A Stairway to the Treetops: A chameleonlike house'which changes with the seasons and throughout the day'provides a perch for total immersion in the surrounding woods.
Architecture need not always be serious. And nowhere is lightheartedness more fitting than in a vacation house. One such playful example is the Tower House'a 2,500-square-foot structure on a sloping, wooded site in Ulster County, New York, about 100 miles north of Manhattan. Designed by New York City'based Gluck+ as the mountain retreat for one of the firm's principals, Thomas Gluck; his wife, Anne Langston; and their two children, the house resembles a cross between a Modernist skyscraper and a tree house. It is completely glass-clad and has three bedrooms and adjoining baths stacked one on top of the other to support a living and dining room cantilevered 30 feet from the ground. A switchback stair, with bright-yellow treads and risers, connects all four levels and leads to a rooftop deck. The goal, says Gluck, was to create an aerie within the trees and take advantage of views of nearby Catskill Park, a vast state forest preserve.
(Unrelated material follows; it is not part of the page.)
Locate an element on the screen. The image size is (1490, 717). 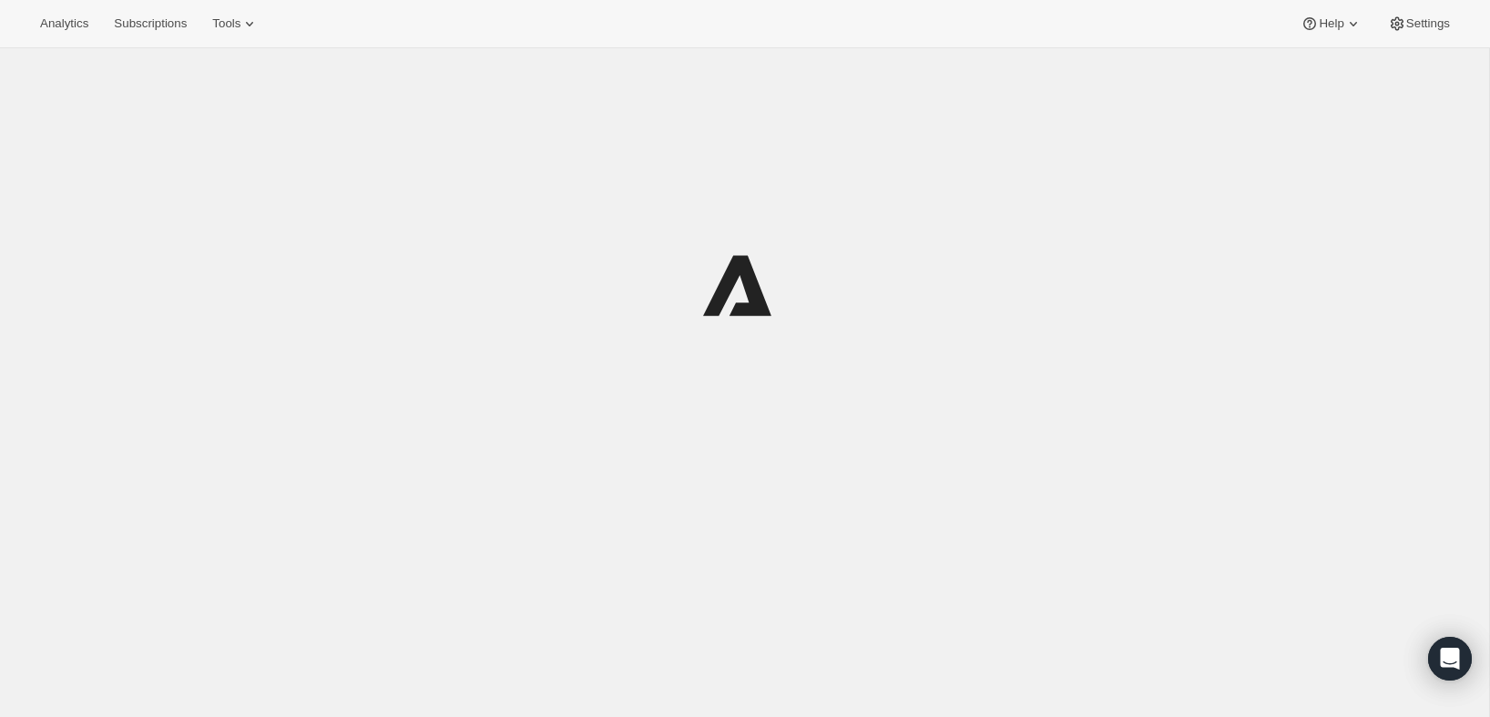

Completed last summer, the house is the most recent structure built on the 19-acre parcel purchased more than 40 years ago by Peter Gluck, Thomas's father and firm founder and principal (the practice was known until recently as Peter Gluck and Partners). The site contains an almost 200-year-old farmhouse and two other buildings the office designed'a guesthouse completed in 1995 (RECORD, April 1996) and a study space built in 2003 for the senior Gluck's wife, Carol, a Japan scholar.